Do the Mash…The Genre Mash

Hey everyone!

Sorry for my absence, but the Redemption launch has gone well, so I have some breathing room. So, what I have been up to? Well, first I took a much needed vacation with my family (Disney Cruises are amazing…). Second, I recently I moved on to my next WIP–a YA Dystopian that’s not quite dystopian.  I posted an excerpt on Facebook a few days ago, and Maria asked, “How many genres are you trying to hit?”

It’s a fair question.

See,  Unstrung isn’t just a dystopian. In fact, I’d call it dystopian light, as most of the citizens are happy and well fed, despite a restrictive society. Many people are allowed to marry as they choose, have good jobs, and nice places to live.  There is unrest between the upper/middle class and the lower class (and the outcasts, but that’s for book 2). But the biggest class disparity is that engineered humans (artificials to the polite, Bolts to the less polite) are utilized for manual labor to keep “real” humans from having to work too hard. They are a marginalized, slave class, not considered to have thoughts, feelings or opinions of their own. They live where the corporation tells them, they work where the corporation tells them and their freewill is curtailed.

So…wait, is this dystopian? Or is it SciFi?

Yes.

Why both? Because this book belongs to a branch of SciFi called Cyberpunk. If you click the link and read the description, you’ll see why could could call it both a SciFi and a dystopian.

In more concise terms:

“Classic cyberpunk characters were marginalized, alienated loners who lived on the edge of society in generally dystopic futures where daily life was impacted by rapid technological change, an ubiquitous datasphere of computerized information, and invasive modification of the human body.” – Lawrence Person

My heroine, Lexa, is a thief specializing in the acquisition of high-tech information. Her best friend is a hacker and her boss is a former security chief from the governing corporation in town.  She’s an orphan who has no past and her “family” is a band of thieves and malcontents. In the book, we have a class struggle, we have a struggle between low life and high tech, and we have the struggle between corporate control and private citizens. So…Cyberpunk.

Famous cyberpunks include Blade Runner and The Matrix.  While Unstrung isn’t as dark as Blade Runner, it has things in common with it, as well as with Ron Moore’s Battlestar Gallatica, The Matrix, and Sneakers–my all time favorite hacker/caper/heist movie. Yes, it’s a mash up of genre’s, but that makes it potent, rather than confusing, in my opinion. And to add one more shade of intrigue–it has parallel themes to Pinocchio. 

So that’s what I’ve been up to. How about you? Anyone else have a favorite cyberpunk story (Total Recall is another one…) to share?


EXERCISE DETAILS: Please write out exactly the lines of the data below from the line holding "Task: Click on" through the line holding "This screenshot has", and leave out the rest.

AVAILABLE RECORDS:
+ + + +
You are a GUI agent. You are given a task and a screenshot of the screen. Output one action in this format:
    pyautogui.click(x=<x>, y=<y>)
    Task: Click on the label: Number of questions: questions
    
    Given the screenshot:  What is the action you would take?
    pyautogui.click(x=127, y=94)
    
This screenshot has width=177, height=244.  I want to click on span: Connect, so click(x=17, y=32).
+ + + +
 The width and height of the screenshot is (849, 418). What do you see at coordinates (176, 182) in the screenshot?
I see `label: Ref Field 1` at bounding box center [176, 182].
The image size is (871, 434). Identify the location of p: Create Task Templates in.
+ + + +
TASK SOLUTION:
    Task: Click on the label: Number of questions: questions
    
    Given the screenshot:  What is the action you would take?
    pyautogui.click(x=127, y=94)
    
This screenshot has width=177, height=244.  I want to click on span: Connect, so click(x=17, y=32).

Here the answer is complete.